I never beat him. I never even came close.

But he never allowed me to quit, never made anything easier for me by slowing down or easing up at the end.

Instead, he challenged me and in the chasing after him, in the sweat and the grunt and the game of running, I learned to endure and to persist.

We moved when I was 13. My adoptive family moved a lot in those years and my life was a constant set of new faces and new situations.

Ricky Lark was the first and best friend I ever had. But we moved, and after a while the telephone calls got farther and farther apart and our friendship faded into the hubbub and turmoil of adolescence.

I only saw him once more after that. But it was winter then and running was difficult.

When I walked away that last time I found myself wishing for summer.

I’m almost 52 now. I’ve been the only Indian in a lot of situations. I’ve lived and survived most every facet of the life we call Indian, Ojibway or First Nations.

Along the way I’ve reinvented myself a number of times trying to snare that elusive quality called identity.

I’ve taken up the nomadic lifestyle of my ancestors and moved around and lived in a score of towns and cities looking for the place I could feel at home in.

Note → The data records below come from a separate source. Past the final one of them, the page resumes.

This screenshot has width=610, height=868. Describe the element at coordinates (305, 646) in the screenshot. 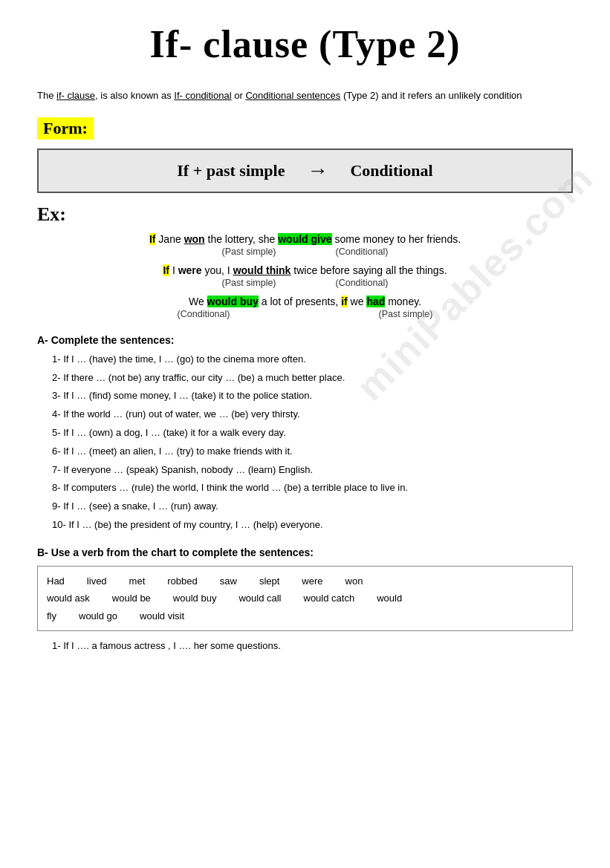

I see `exercise-b-list: 1- If I …. a famous actress , I …. her s…` at that location.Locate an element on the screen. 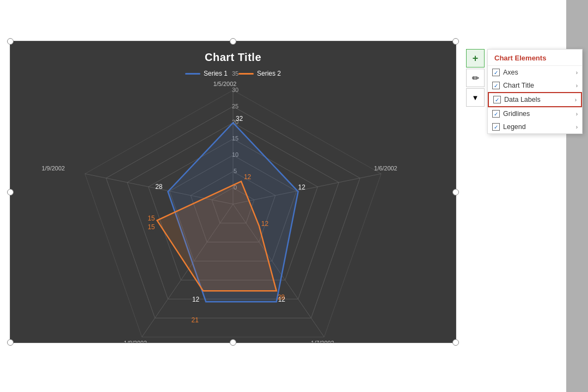 This screenshot has width=588, height=392. handle-top-right is located at coordinates (456, 41).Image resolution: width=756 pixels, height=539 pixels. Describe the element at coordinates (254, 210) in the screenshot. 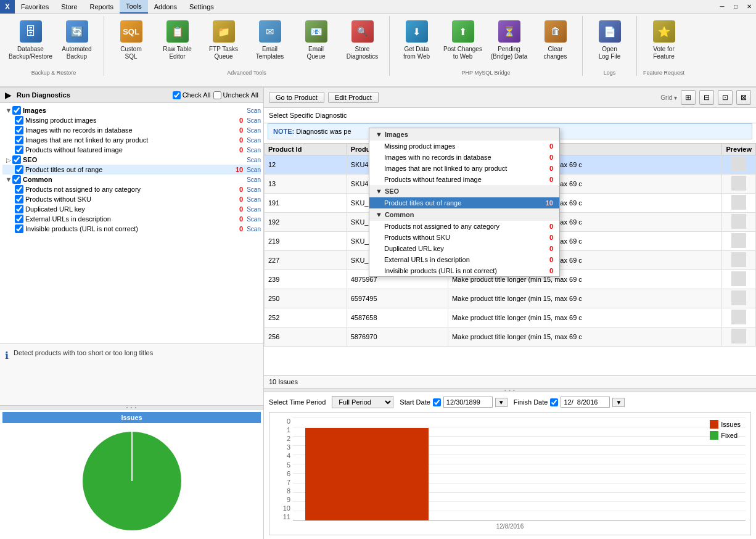

I see `dup-url-scan: Scan` at that location.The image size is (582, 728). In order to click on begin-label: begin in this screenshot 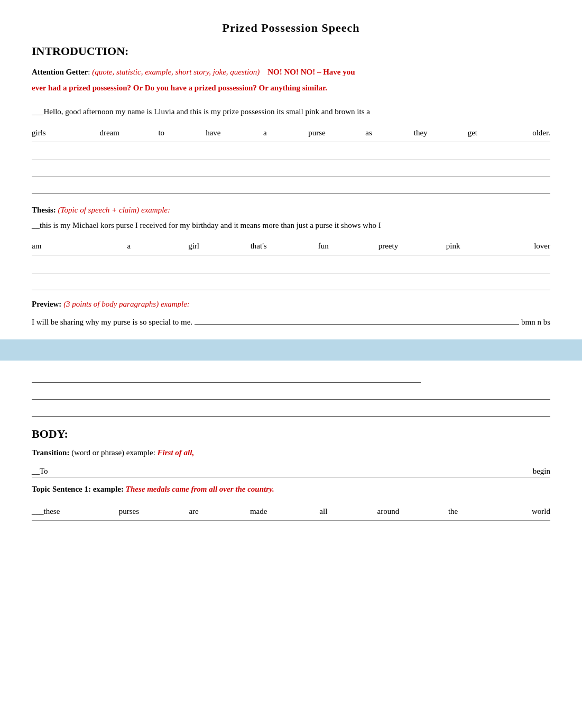, I will do `click(541, 472)`.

In my travels I’ve seen and felt the hand of racism and I learned to practice the same politics of exclusion — the curious twist of thinking that says only those who look like me are part of me.

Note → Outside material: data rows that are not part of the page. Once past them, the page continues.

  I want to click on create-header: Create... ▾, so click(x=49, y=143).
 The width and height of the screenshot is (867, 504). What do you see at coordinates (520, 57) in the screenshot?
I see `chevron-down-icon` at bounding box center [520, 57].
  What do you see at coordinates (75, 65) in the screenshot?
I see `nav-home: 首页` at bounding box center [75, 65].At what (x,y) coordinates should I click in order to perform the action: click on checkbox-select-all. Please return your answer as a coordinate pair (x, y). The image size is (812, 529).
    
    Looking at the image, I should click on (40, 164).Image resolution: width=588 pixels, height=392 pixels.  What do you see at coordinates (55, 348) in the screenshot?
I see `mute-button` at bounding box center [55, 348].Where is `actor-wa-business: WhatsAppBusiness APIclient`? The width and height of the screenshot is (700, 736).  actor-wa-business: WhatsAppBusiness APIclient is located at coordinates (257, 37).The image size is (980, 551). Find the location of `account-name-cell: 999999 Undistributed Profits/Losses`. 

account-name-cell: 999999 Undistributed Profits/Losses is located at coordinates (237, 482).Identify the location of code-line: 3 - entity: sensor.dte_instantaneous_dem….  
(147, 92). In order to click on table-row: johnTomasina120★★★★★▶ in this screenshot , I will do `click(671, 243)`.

It’s a natural enough reaction, I suppose. There’s some degree of protection in surrounding yourself with sameness.

There’s a measure of safety living in a closed community and if you carry a feeling of lostness within you, it can be slaked some by the proximity to people who look like you.

The paradox is that when no one different gets in, your world lacks colour. That process of exclusion only made me lonely, even bitter sometimes and wondering what it is within us that makes us feel different from one another. Or need to be.

When I was 12, there were no white men and there were no Indians. There was only baseball.

There was only life and the friendship of a blue-eyed kid who could run like the wind.

When I go there now the light is the same as I remember it to be. There’s only the subtle shadings of belonging, of sameness, of the love of something beyond ourselves and the joy we found in that together.

 That’s the thing, really.

Learning to love something beyond yourself.

When you can do that, when you can expand yourself to include something as foreign as a game, a skill, another person, you find parts of yourself you never knew existed.

In that we’re all the same. All of us. Indian or not.

I can thank Ricky Lark for that.

And the reward is that one day, when my eyes close for the last time, there will be the voice of a blue-eyed kid shouting at me from the finish line saying, “Come on Wagamese, it’s the bottom of the ninth and we need you home!”

Richard Wagamese is Ojibway and the author of Dream Wheels and Keeper’n Me.